Dr. James Lents of the International Sustainable Systems Research
Center

Dr. James Lents is being recognized for his leadership in
environmental policy since the 1970s, from his contributions to
the Clean Air Act for California and amendments to the Federal
Clean Air Act in 1990 to his role as executive director for South
Coast Air Quality Management District during the 1980s and 90s,
where he led the agency to produce the first regional plan
approved by the U.S. Environmental Protection Agency that
demonstrated the steps needed to attain air quality standards.
His work in Chattanooga, Tenn., where his career began, inspired
a U.S. EPA film and a Newsweek article highlighting what one city
did to clean up its particulate pollution. Dr. Lents is president
of the International Sustainable Systems Research Center, a small
but highly effective policy shop he founded in 2003.

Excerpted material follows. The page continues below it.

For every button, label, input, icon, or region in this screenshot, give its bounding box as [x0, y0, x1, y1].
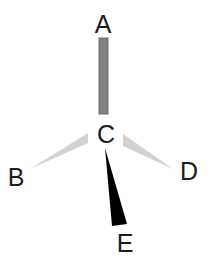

Mr. Teruyuki Ohno of the Japan Renewable Energy Foundation

Mr. Teruyuki Ohno of Tokyo, Japan, has been an innovative policy
leader for the past 35 years. Programs successfully launched
include: ‘Operation No Diesel,’ Japan’s first diesel retrofit
program, and the Tokyo Cap-and-Trade Program, Japan’s first
carbon trading program. Mr. Ohno is executive director of the
nonprofit Japan Renewable Energy Foundation, and serves as a
lecturer at Tokyo University on sustainability topics. 


Event Details
Date:    Thursday, April 24, 2014
Time:    3:30 to 4:30 p.m.
Place:   California Environmental Protection Agency headquarters,
Byron Sher Auditorium, 1001 I Street, Sacramento, California
95814


The awards recognize career accomplishments in at least one of
these air quality categories: research, environmental policy,
science and technology, public education and community service.
In light of the global connection between air quality and climate
change, the scope of the Haagen-Smit Clean Air Awards program is
now international, with a focus on climate change science and
mitigation.

The Haagen-Smit Clean Air Award was named after Dr. Arie
Haagen-Smit, ARB’s first chairman, known to many as the “father”
of air pollution control. His research concluded that most of
California's smog resulted from photochemistry — the reaction of
sunlight with industrial and motor vehicle exhaust to create
ozone. This breakthrough became the foundation upon which today’s
air pollution standards are based. In recognition of this
contribution, Dr. Haagen-Smit received the nation’s highest
scientific honor, the National Medal of Science, in 1973. The
Haagen-Smit award winners continue his legacy of advancing air
pollution science and forging the way for effective control
programs.

To learn more about the award, click here: http://bit.ly/1aEO64h

For a list of all past award winners, click here:
http://bit.ly/1lBOK69


California is in a drought emergency.